Final Thoughts

Final Thoughts

Written by Michael Cowden


Hot-rolled coil prices remain rangebound between roughly $850-900 per ton ($42.50-45 per cwt), according to our latest market check. You could say that’s not news.

Our HRC index settled at $870 per ton on Tuesday afternoon. A week-over-week decline of $20 per ton from $890 last week might be little more than noise. You’d want to see consecutive weeks of declines before you made any call that sheet prices had stalled and were falling after a month or so of stability.

It would have been symbolically meaningful if HRC had … broken out above the $900-per-ton threshold this week. There is arguably a big psychological difference between $870 per ton and $910 per ton.

That said, it would have been symbolically meaningful if HRC had instead risen $20 per ton and broken out above the $900-per-ton threshold this week. There is arguably a big psychological difference between $870 per ton and $910 per ton. Recall, too, that HRC, according to our records, hasn’t been above $900 per ton since early/mid-June.

That’s not because mills haven’t tried. Some have been making initial offers of $900 per ton for HRC. Others have been offering as much as $950 per ton. But we’re told that many are happy to accept $870-880 for just a few truckloads.

In other words, while mills might not be discounting heavily on spot orders, they’re not exactly strictly enforcing the $50-per-ton price increases they announced in mid-June either. I’m also told that many customers are opting to go heavy on their contract tons, which come at a discount to spot prices, and facing little resistance from mills in doing so.

There had been talk since late June that another round of price increases was imminent. I haven’t heard much chatter along those lines this week. What happened?

For starters, mills aren’t uniformly busy, according to sources I’ve spoken to this week. One might be booked out on hot-rolled thanks to strength in demand from pipe and tube but not very busy on tandem products. Another might be absolutely packed on coated but not so much hot-rolled and cold-rolled. And I hear talk that some mills might be competing on price to attract orders of hot-rolled galvanized in particular.

I’m not saying that sheet prices have or will fall off a cliff. For every person who tells me they have a feeling that the economy is about to take a turn for the worse, another says that volumes are still good.

And there remain plenty of production issues out there. Steel Dynamic Inc.’s (SDI’s) steel mill in Sinton, Texas, announced its unplanned outage. That’s all out in the open.

I’m also told that other mills continue to grapple with slowdowns stemming from the Phoenix Services bankruptcy. Still others could be running a little slow because of various pedestrian reasons – a mill aiming to qualify material for automotive production, for example, might have to move some orders to a sister mill.

Several market participants told me they had seen demand roar back following the slow two weeks around the Fourth of July. That might have been the case for some. But to doesn’t appear to have the case for everyone.

There are those who say we might have to wait until lead times get into September or October to really have a handle on what second-half demand will be. If those folks are right, we could see a few more weeks of “soft sideways” sheet prices.

That term, which I’m not overly fond of, is usually used to describe scrap price trends. Obviously, scrap prices falling this month didn’t help attempts to increase finished steel prices. The upshot: I hear from some of you that July could prove to be the low-water market of the year for scrap.

SMU Steel Summit

I’m looking forward to discussing steel, scrap, and forecasts for both 2H and 2024 with top executives and experts at SMU’s Steel Summit at the Georgia International Convention Center (GICC) in Atlanta on Aug. 21-23.

More than 1,000 people and more than 430 companies are attending. Join them! You can register here.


What to do: Report all lines from the entries below in which "information" appears.
Listed entries section start
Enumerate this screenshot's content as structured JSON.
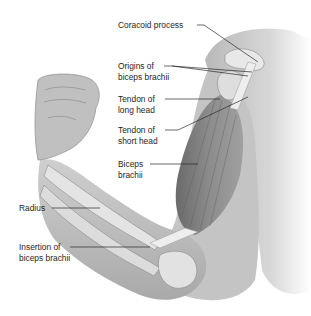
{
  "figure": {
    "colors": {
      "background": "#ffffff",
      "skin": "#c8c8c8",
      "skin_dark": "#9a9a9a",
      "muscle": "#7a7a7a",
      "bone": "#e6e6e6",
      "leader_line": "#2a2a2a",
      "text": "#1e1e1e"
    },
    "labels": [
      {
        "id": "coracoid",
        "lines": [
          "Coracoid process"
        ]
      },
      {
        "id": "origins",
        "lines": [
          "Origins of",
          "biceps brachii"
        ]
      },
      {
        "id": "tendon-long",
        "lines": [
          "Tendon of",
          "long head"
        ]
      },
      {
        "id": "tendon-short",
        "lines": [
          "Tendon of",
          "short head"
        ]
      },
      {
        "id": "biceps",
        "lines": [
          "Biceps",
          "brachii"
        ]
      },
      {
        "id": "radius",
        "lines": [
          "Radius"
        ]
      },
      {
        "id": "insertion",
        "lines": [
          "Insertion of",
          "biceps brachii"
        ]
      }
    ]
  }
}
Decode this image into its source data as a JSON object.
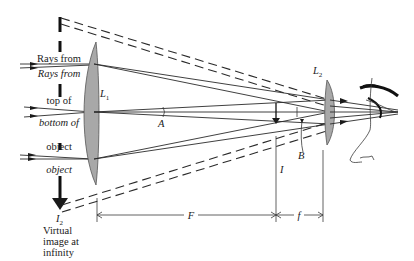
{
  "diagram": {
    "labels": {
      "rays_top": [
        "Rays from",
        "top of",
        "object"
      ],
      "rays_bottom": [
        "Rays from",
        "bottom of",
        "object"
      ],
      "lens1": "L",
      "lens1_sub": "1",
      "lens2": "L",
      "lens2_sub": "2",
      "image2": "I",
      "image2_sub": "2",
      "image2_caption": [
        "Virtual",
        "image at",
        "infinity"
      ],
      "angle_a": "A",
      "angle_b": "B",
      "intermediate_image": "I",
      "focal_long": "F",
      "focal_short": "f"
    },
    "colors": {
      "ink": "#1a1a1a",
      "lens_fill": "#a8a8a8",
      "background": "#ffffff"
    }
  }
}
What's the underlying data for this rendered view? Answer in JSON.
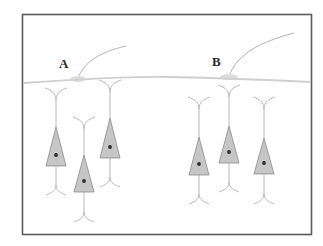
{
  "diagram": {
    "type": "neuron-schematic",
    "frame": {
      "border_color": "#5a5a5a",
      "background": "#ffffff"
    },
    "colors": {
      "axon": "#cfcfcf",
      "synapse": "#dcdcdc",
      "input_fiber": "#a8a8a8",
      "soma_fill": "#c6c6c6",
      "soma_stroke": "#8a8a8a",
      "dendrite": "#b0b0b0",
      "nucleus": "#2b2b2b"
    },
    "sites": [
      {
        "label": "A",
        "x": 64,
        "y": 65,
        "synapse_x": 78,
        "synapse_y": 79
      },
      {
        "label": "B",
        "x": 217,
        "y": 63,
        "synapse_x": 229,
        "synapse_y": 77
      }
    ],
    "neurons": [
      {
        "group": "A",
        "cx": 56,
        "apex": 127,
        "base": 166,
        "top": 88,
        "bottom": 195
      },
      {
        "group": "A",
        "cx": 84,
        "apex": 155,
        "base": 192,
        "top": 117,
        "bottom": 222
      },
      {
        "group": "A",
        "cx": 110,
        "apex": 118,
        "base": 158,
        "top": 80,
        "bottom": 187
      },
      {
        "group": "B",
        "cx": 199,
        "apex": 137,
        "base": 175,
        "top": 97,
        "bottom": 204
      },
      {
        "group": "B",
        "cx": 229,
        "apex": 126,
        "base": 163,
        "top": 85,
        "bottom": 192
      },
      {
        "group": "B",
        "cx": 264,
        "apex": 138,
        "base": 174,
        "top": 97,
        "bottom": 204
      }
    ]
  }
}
Listed entries section end
Listed entries section start
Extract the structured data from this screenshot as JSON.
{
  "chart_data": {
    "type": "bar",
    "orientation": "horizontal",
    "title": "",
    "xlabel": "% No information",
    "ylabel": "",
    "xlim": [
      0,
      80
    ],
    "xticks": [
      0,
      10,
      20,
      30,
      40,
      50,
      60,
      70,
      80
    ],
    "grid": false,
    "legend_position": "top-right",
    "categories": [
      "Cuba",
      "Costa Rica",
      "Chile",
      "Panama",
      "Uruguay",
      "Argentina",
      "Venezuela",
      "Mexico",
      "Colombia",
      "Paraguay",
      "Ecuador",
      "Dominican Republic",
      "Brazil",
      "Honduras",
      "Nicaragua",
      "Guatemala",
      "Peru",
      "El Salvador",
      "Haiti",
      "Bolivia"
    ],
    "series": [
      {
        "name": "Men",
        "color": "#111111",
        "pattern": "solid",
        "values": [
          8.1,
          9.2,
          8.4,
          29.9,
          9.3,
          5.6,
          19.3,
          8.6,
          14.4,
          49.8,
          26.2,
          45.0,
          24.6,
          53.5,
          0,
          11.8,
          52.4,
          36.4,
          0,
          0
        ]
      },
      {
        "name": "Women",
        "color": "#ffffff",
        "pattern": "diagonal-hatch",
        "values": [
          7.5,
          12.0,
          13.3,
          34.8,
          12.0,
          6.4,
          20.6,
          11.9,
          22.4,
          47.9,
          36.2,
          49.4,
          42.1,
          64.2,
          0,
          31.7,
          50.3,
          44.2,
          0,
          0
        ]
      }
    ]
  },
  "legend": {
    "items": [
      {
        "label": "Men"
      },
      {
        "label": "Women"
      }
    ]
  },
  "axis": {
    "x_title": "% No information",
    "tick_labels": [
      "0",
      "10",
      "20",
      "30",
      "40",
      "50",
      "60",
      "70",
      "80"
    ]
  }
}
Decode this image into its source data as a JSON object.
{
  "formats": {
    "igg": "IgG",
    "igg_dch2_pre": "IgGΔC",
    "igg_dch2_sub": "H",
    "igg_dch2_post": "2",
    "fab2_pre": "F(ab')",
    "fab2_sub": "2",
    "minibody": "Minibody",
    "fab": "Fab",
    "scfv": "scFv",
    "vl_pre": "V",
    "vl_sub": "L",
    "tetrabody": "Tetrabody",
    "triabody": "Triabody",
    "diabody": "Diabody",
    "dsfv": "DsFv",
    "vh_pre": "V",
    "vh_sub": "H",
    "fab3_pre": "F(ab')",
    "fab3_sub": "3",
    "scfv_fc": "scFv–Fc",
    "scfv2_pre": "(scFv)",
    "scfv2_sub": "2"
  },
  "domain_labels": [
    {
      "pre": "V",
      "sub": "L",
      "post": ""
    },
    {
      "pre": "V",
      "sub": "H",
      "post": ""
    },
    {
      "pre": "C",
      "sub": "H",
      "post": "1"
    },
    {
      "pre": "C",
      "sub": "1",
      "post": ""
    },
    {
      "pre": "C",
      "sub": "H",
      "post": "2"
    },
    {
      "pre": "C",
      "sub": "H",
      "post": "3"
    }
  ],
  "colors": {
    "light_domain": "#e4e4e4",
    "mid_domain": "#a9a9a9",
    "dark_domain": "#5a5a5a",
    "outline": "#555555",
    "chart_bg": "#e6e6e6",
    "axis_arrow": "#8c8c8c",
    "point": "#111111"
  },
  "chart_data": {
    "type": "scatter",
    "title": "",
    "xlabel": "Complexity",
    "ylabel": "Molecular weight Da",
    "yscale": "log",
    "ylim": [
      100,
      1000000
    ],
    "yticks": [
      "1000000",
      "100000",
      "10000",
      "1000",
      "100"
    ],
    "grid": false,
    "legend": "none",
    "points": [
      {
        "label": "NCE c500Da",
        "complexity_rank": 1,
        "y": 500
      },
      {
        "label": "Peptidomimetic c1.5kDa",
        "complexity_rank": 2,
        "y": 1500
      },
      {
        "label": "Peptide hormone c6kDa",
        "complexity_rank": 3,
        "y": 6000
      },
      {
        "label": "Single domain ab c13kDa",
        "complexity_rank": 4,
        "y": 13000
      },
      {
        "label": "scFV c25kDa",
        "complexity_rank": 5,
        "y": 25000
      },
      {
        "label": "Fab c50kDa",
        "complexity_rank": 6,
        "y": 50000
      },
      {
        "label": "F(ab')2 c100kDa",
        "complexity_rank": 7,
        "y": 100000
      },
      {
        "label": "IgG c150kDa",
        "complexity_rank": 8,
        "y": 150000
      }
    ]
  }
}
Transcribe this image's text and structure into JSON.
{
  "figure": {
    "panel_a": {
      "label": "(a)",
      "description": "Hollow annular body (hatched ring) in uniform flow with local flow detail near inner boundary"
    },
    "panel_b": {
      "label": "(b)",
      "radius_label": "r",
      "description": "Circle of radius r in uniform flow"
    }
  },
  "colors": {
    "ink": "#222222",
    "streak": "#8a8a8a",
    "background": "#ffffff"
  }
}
Listed entries section end
Listed entries section start
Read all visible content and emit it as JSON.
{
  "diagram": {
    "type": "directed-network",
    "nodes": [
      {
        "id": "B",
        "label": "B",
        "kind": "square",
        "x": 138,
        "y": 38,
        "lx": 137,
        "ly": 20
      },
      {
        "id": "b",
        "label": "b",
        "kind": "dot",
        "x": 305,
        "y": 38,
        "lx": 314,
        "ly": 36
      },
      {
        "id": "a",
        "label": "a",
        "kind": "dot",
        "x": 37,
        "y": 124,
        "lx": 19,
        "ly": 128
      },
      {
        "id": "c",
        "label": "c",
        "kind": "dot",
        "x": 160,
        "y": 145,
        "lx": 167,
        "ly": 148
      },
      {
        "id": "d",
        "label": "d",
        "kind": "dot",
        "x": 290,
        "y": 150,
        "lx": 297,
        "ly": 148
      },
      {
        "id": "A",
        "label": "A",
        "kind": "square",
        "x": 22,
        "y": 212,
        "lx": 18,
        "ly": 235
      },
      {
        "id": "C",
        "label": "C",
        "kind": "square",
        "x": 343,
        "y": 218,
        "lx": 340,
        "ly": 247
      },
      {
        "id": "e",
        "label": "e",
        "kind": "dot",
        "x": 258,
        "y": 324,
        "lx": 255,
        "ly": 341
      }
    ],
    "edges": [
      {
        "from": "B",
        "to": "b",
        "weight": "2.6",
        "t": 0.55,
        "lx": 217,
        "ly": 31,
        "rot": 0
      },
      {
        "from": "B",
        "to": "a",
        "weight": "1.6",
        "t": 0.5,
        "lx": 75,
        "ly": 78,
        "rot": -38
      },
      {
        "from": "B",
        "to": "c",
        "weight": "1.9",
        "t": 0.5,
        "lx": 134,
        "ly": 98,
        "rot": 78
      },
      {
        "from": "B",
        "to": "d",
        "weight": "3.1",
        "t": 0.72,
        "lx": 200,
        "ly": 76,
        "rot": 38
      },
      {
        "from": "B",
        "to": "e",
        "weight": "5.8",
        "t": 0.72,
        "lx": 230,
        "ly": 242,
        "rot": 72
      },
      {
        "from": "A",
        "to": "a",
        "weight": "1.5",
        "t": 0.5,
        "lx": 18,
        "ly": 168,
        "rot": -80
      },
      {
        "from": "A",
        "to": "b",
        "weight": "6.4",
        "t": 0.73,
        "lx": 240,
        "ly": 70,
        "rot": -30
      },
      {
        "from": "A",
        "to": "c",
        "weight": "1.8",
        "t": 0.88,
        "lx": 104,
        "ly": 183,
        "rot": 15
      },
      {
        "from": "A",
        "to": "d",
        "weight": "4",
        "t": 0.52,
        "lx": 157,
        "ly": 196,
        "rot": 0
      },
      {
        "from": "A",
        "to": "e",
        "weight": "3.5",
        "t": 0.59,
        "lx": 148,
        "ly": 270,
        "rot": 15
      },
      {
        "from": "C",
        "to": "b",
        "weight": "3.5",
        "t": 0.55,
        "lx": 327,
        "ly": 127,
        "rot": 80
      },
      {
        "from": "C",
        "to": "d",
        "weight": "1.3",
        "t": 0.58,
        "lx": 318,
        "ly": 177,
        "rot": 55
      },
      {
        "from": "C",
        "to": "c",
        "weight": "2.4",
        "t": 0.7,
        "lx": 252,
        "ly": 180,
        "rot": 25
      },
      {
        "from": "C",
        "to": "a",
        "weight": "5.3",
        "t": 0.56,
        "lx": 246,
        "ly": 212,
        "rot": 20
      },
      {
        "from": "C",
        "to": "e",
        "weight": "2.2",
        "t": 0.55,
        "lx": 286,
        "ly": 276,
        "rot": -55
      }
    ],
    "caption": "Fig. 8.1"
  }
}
Listed entries section end
Exercise solution:
    "xlabel": "% No information",
    "x_title": "% No information",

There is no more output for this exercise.